The tune wrung from old keys reached into the quiet corners of the mansion, seeping under doors and ruffling curtains made of tulle and lace. It was neither cheerful nor somber but lively in the fashion of player pianos used to lull gamblers and thieves into smoke-filled saloons.
Hubby stares grimly at the tube as his team fumbles the ball. “Damn.” Monday night football holds no magic for him, neither had the New Yorker managed to pull me in. After martinis we’d managed a half bottle of wine each. Next would be chamomile tea, a quick check of email and off to bed. Our ritual every night at home, however, the morning would bring a change in routine. Mt. Shasta at sunrise. I planned to bundle up at dawn and sit on the veranda with my camera.
It was our sole reason for stopping at a B&B far from the highway and miles outside the tiny town of Shasta – the chance to see the fabled sunrise over Shasta. To witness the power of the crystal mountain, my obsession since a brief glimpse from the Amtrak many years before. I was sure it wouldn’t disappoint.
“Since the game stinks, let’s go down and find out what’s going on,” I suggest. Surprisingly hubby agrees. I suspect he wants to check on the bird.
From the top of the wide staircase we can see the back of a man playing piano seemingly at the altar of the throbbing mountain. He is hunched over the keys, explaining the tune to a man listening intently on his left. The listener glances at us as we descend the stairs. His look is not welcoming. Is there a private party going on? One for only certain guests at the B&B? The pianist turns and smiles in our direction. I’ve seen the man before but can’t think of where. I’m tempted to tell hubby I’ve changed my mind but we’ve been spotted and so we continue our descent.

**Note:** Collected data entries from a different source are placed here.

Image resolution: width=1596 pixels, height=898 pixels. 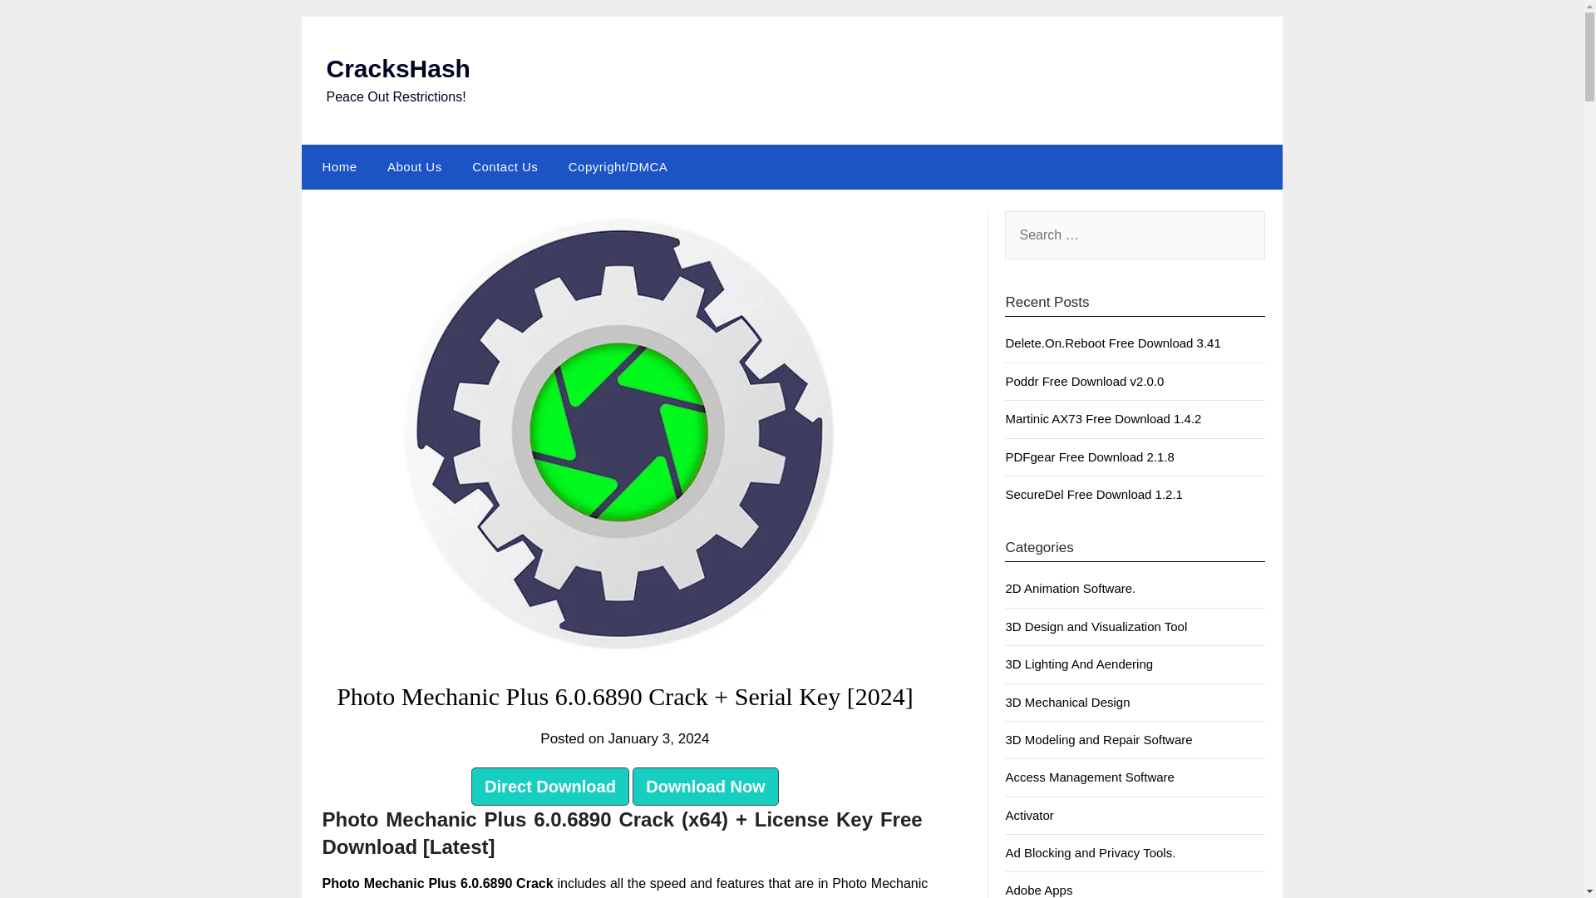 What do you see at coordinates (1095, 627) in the screenshot?
I see `3D Design and Visualization Tool` at bounding box center [1095, 627].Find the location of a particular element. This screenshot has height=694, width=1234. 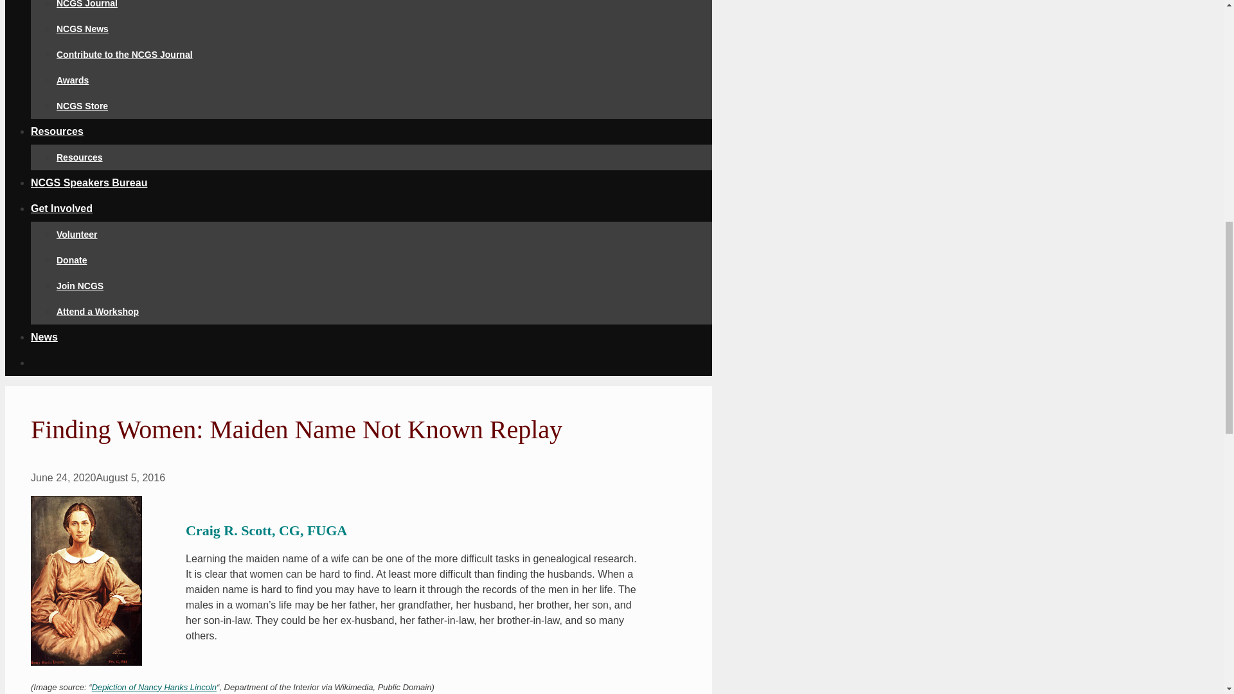

NCGS News is located at coordinates (82, 28).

At the bottom we are welcomed. “I see you’ve been lured into our web!”
The voice comes from a woman lounging on the velvet divan as if she owns it. “This is my find, “ she tells us indicating the piano player. “We ran into him on our evening walk around the lake and clicked immediately.”
“The piano playing is lovely. We just couldn’t stay up in our room.”
She, to whom I evidently owe the evening’s entertainment, continues. “He writes his own songs!”
“Ah, lovely.”
The pianist stops his improv and spins on the bench to face his audience. Besides the woman on the divan, there are four outdoorsmen standing near the billiards table, cue sticks in hand. High ranking ex-military would be my guess. One of them gives the woman lounging on the divan a smirk which she does not see but the pianist does. He chuckles, surveys the group without a word, then turns and begins to play another tune, this one more like a dirge. The colonel puts another log on the fire. The flames leap, tiny fire sprites pirouette in the black hole. The outdoorsmen resume their game.
In a high back chair in the corner is a lone woman. She’s younger than the rest of the guests and reads a book while sipping blackberry wine. She is pretty in a dignified, I want to be left alone sort of way, more of a Sandra Bullock than a Angelina Jolie. I can’t help but wonder if she is traveling alone or if there is a husband upstairs watching the football game.
The man who’d been sitting next to the pianist moves to the velvet divan to ferret out a corner, a space to plant his shrunken derriere next to the women, evidently his wife. She makes some remark about how he used to be a surgeon. “I’m a retired surgeon,” he counters, “not a used to be.”
“Humph,” she snorts. “He’s played all around the world – in Hollywood and New York.”
Obviously she is referring to the pianist and not her husband. As the tune gains in melancholy the surgeon’s wife holds court. They live in an affluent bay area suburb but they’re not “those kind of people.” I want to ask what kind of people are those kind of people but hold my tongue. There’s no way of saying such a thing without sounding snide.
When the crescendo sinks into minor keys, the young woman in the high back chair rises to leave the room. The pianist stops. The woman freezes. Suddenly he is in front her.
“I like to ask audiences to meditate on a color – any color. The emotions that color evokes, the images – that kind of stuff. And then I’d improvise a tune, feeding off those emotions and images. What color do you think I just played?”
The young woman shrugs her shoulders. It dawns on me she might not speak English.
“Blue,” he says. “The color you were thinking.”
Again she shrugs her shoulders. He leans into her face, his colorless eyes locked on hers. His face is long and pale, his hair thin and grey. He wears a dark blue morning coat from a different century. I have seen him in nightmares.